The override is "logical" — a square always has equal sides, so setting one dimension forces the other. Looks fine in isolation.

The test that holds for Rectangle, fails for Square

Here's a perfectly reasonable test:

void increaseHeightAndCheckArea(Rectangle r) {
    r.setWidth(5);
    r.setHeight(4);
    assert r.area() == 20;   // 5 * 4
}

For any Rectangle, this passes. For Square:

increaseHeightAndCheckArea(new Square());
// setWidth(5)  -> width=5, height=5
// setHeight(4) -> width=4, height=4
// area() == 16
// AssertionError

The test made an assumption the Rectangle interface licensed: setting one dimension does not affect the other. Square breaks that assumption while inheriting Rectangle's API — so anywhere a Rectangle is expected, you can't safely pass a Square. Substitutability is dead.

Why "but a square IS a rectangle" is wrong here

In math, a square is a rectangle.
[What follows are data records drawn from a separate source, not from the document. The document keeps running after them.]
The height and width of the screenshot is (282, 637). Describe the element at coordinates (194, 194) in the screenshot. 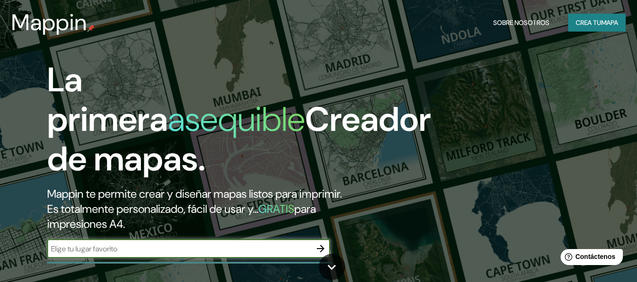

I see `font: Mappin te permite crear y diseñar mapas listos para imprimir.` at that location.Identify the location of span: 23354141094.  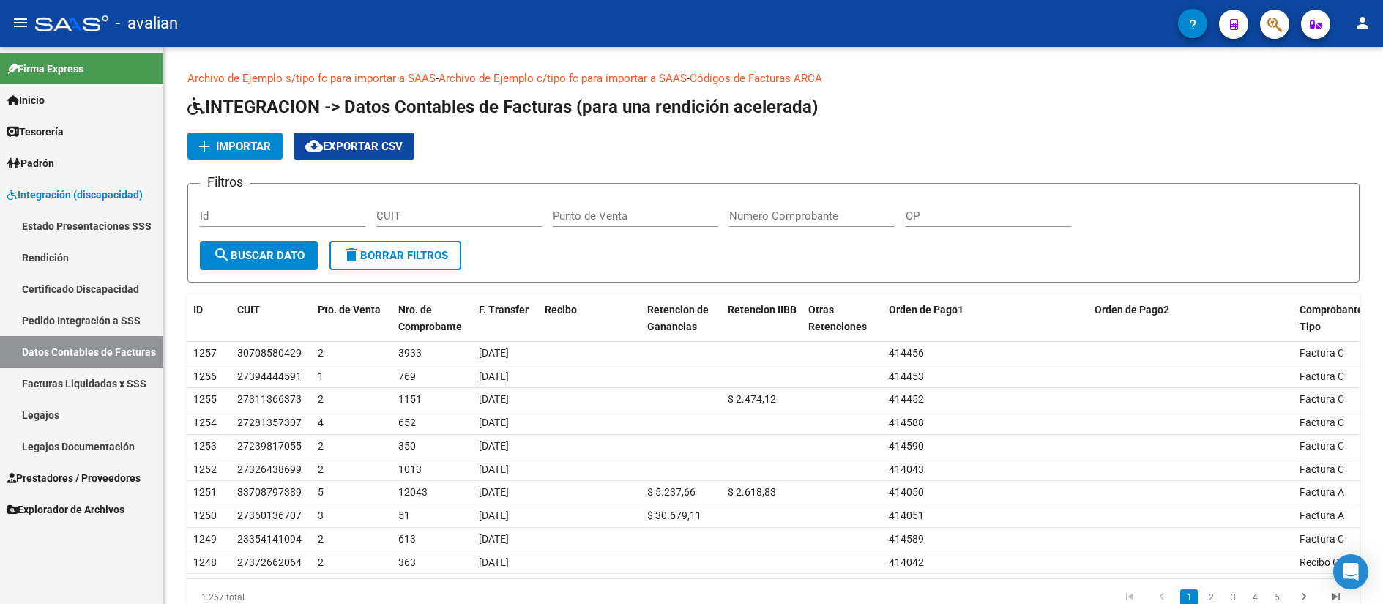
(269, 539).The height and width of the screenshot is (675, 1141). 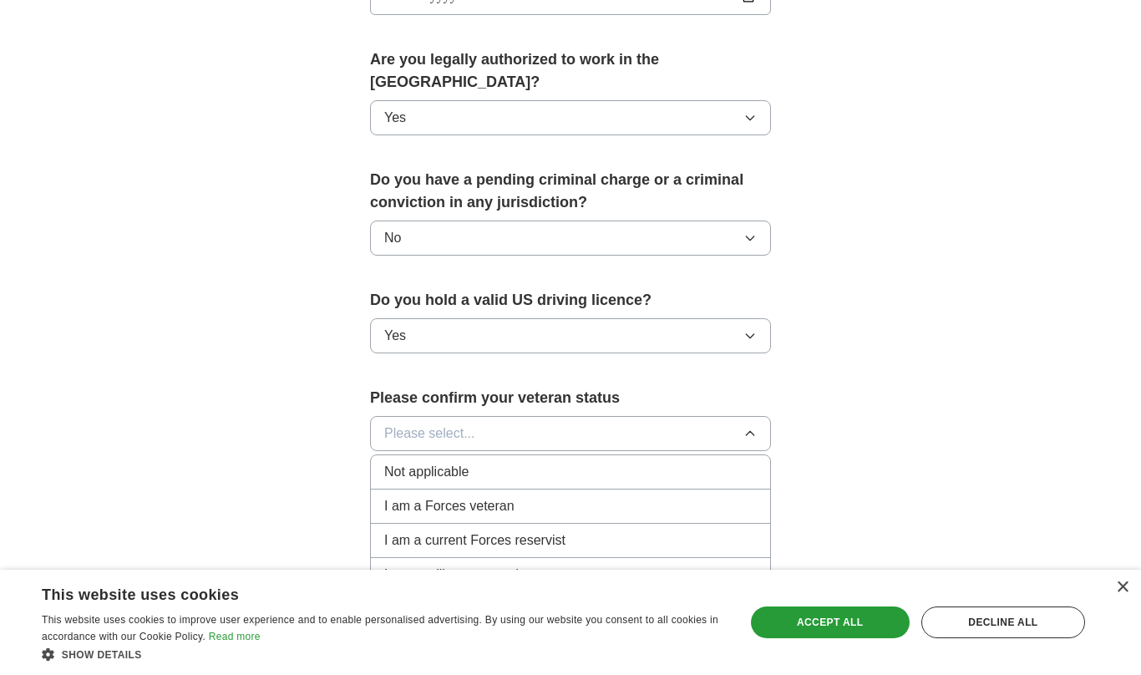 I want to click on a: Read more, opens a new window, so click(x=235, y=637).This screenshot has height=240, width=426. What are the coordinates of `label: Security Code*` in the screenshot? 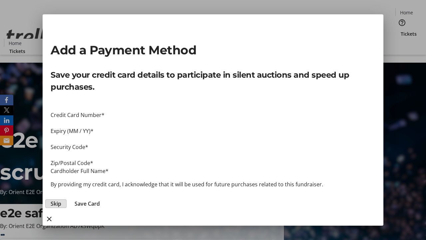 It's located at (69, 147).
In a mutable type system, the behaviour of Rectangle (independent setters) is part of its contract. Square violates that contract, regardless of geometric truth.
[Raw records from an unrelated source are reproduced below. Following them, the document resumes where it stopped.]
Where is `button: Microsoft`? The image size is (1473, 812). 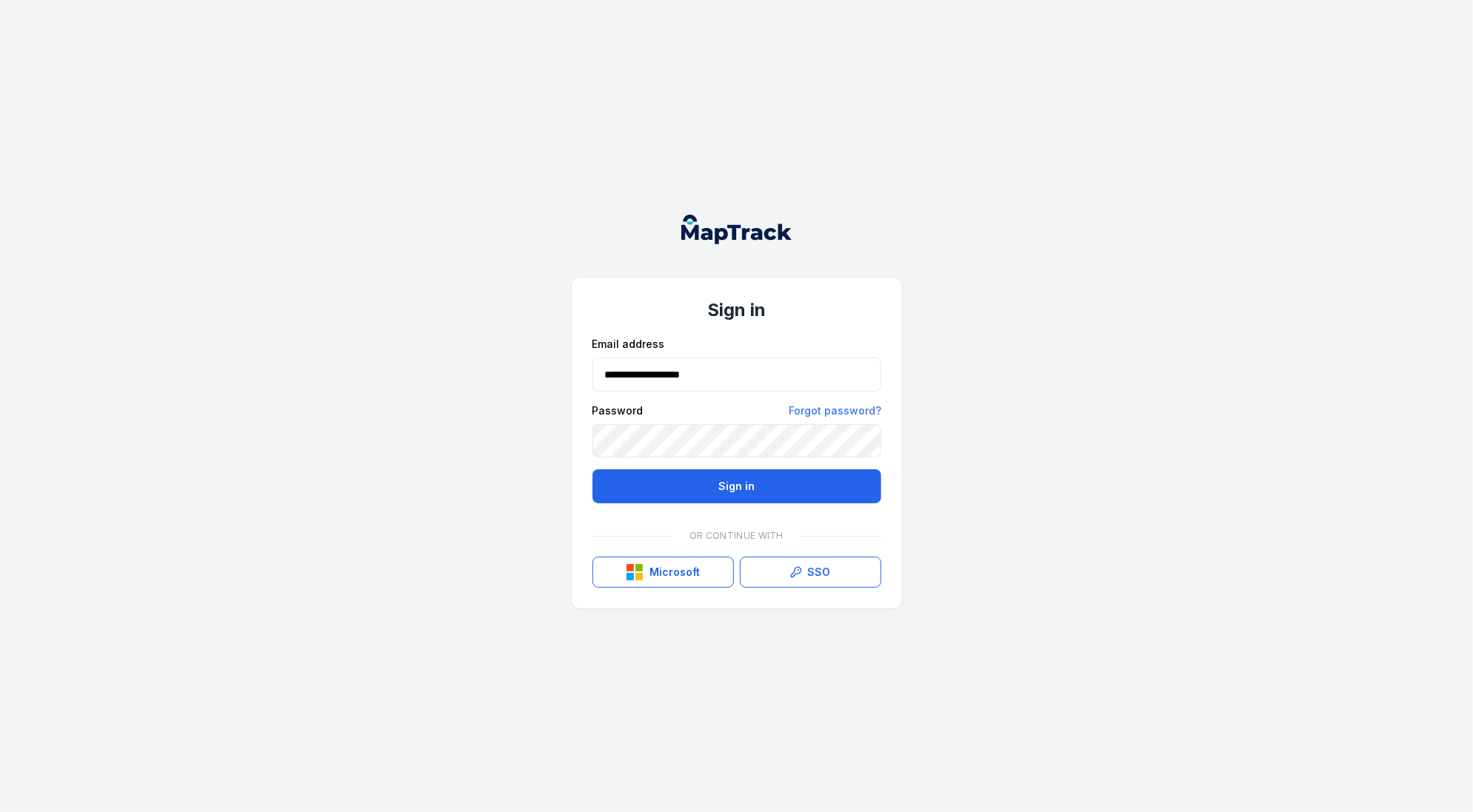
button: Microsoft is located at coordinates (663, 572).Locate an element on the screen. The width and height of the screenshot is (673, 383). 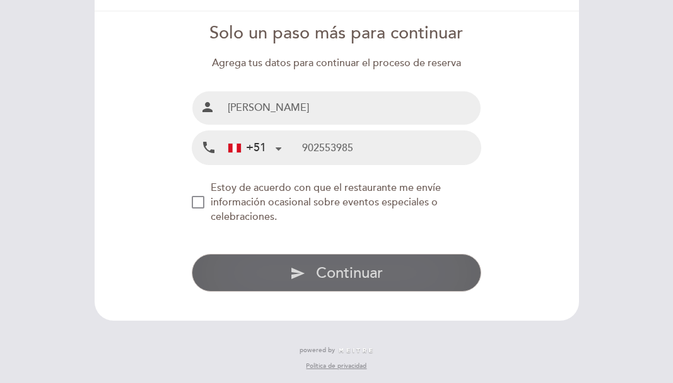
i: send is located at coordinates (298, 274).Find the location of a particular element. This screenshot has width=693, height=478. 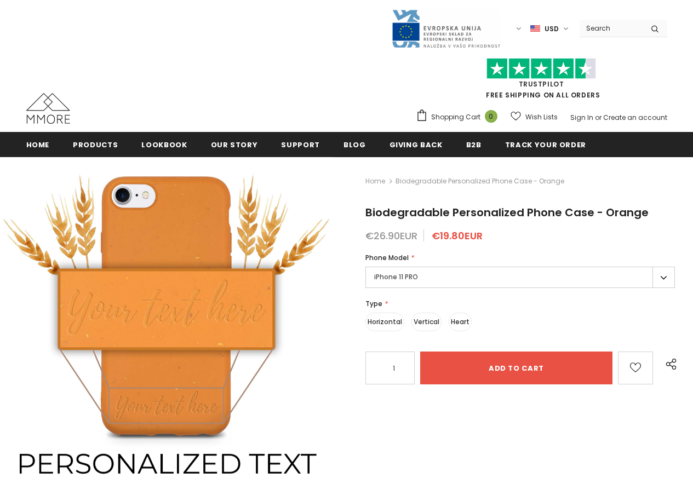

span: Phone Model is located at coordinates (387, 257).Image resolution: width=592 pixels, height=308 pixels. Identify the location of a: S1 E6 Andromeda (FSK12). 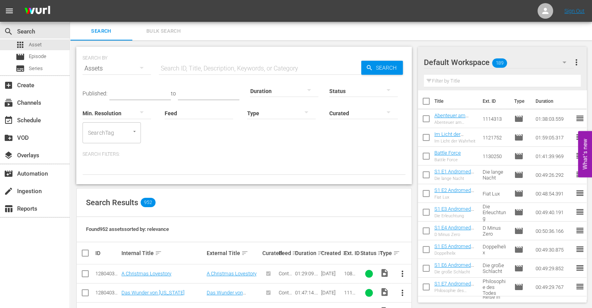
(454, 268). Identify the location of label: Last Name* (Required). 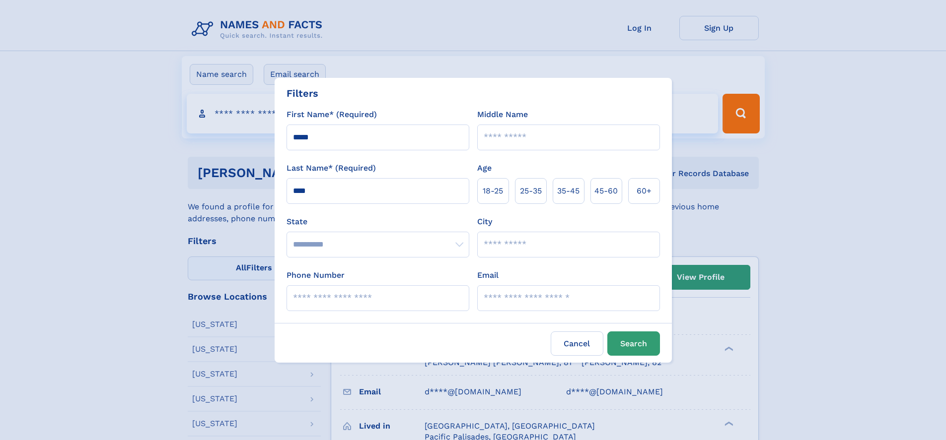
(331, 168).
The reverse — Rectangle extends Square? — also doesn't work, because Rectangle would need to add an invariant (width = height) that Square doesn't have. Subtypes can strengthen postconditions and weaken preconditions, never the reverse (this is the behavioral subtyping rule from Liskov & Wing's 1994 paper).

The fix

For mutable geometry, neither should extend the other. Both should implement a common interface:

public interface Shape {
    int area();
}
public final class Rectangle implements Shape {
    private int width, height;
    public Rectangle(int w, int h) { this.width = w; this.height = h; }
    public void setWidth(int w)  { this.width = w; }
    public void setHeight(int h) { this.height = h; }
    @Override public int area()  { return width * height; }
}
public final class Square implements Shape {
    private int side;
    public Square(int s)         { this.side = s; }
    public void setSide(int s)   { this.side = s; }
    @Override public int area()  { return side * side; }
}

Or make both immutable — the problem disappears because there are no setters to violate:

public record Rectangle(int width, int height) {}
public record Square(int side) {}

Real-world LSP violations

  • SqsQueue implements Queue<T> that swallows InterruptedException — callers that depend on Queue's "respect interruption" contract break.
  • ArrayList.subList returns a List<T> that throws ConcurrentModificationException when the parent is modified — surprising for a vanilla List user.
  • Properties extends Hashtable<Object, Object> allows put(Integer, Date) — breaks the "string-to-string" promise advertised by Properties.getProperty.